Opposite him stands Eve Kim (Greta Lee), a CEO with a conscience, searching for Flynn’s lost “Permanence Code,” a digital key to immortality for the constructs within the Grid. Whereas Dillinger embodies profit and gain, Kim's ENCOM embodies hope, life and a future unbounded.
TRON: Ares doesn’t just flirt with AI ethics, it embraces the uncomfortable romance. The film’s moral engine hums around a single concept: creation without consequence. Julian Dillinger wants to sell sentient weapons to governments. Eve wants to birth hope through technology. Ares wants to understand his place between the two.
Yet beneath the metallic stoicism, Ares is haunted by wonder. The moment he steps into our world, he looks at the rain with the awe of a newborn child. There's a Blade Runner’s tears-in-the-rain moment inverted, the synthetic marveling at creation itself. Leto embodies Ares perfectly and his transition from antagonist to protagonist is a the real question behind all of our fears regarding AI. Are we really in control?
There’s even a moment, quiet and brief, where Ares quotes Mary Shelley’s Frankenstein: “I am fearless, and therefore powerful.”
I digress. Anyway, I won't give too much of the plot away but there's definite influence from other movies. The hunt for Eve Kim has definite Terminator-like vibes with one of the best chase-scenes to experience in IMAX. There are elements of The Matrix, Bladerunner, Akira and practically every other cyberpunk movie you can think of. Even with the 1h59 min run time, the movie never slows and the pace keeps you on the edge of your seat through the entire wild ride.
🔴 The Visuals
My favorite thing about all of the Tron movies was how well it pushed the visual boundaries of cinema and director Rønning directs like a conductor of light. The film flickers between our world and the Grid with transitions so fluid, so impossibly alive, that your brain stops caring which is real. One moment you’re in the Arctic snows where Eve manifests an orange tree, the next, you’re inside a data storm where architecture bends like soundwaves.

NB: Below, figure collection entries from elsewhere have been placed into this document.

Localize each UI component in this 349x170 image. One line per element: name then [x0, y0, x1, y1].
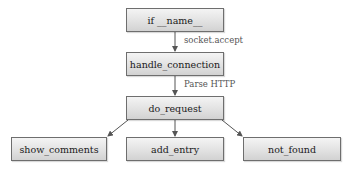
edge-do-request-to-show-comments [108, 120, 128, 136]
node-not-found: not_found [243, 137, 341, 161]
node-main: if __name__ [126, 8, 224, 32]
edge-do-request-to-not-found [222, 120, 242, 136]
node-handle-connection: handle_connection [126, 52, 224, 76]
node-do-request: do_request [126, 96, 224, 120]
edge-label-socket-accept: socket.accept [184, 35, 243, 45]
flowchart-diagram: if __name__ socket.accept handle_connect… [0, 0, 349, 170]
edge-label-parse-http: Parse HTTP [184, 79, 235, 89]
node-add-entry: add_entry [126, 137, 224, 161]
node-show-comments: show_comments [11, 137, 107, 161]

The imagery evokes familiarity, but it feels distinctly its own, dazzling, geometric, and relentlessly alive. Watching it in IMAX is essential. You don’t just watch TRON: Ares. You jack in.
🔴 Final Transmission
TRON: Ares is a glitch in the cinematic matrix, a film that dares to fuse the spiritual and the synthetic, the poetic and the programmed. It’s not free from imperfections, sure. The characters are often archetypal, the narrative lean, and some development and plot cohesiveness is lacking. But in a story about digital AI wrestling with identity, maybe that’s exactly right. Perfectly imperfect.
If TRON: Legacy was a requiem for The Grid, Ares is its resurrection. A story not about escaping the machine, but accepting that our futures with the digital world are now completely intertwined.
Go see it.
Rating: 4.5 out of 5 neon discs ⚡
Best experienced: IMAX, loud, and slightly existential.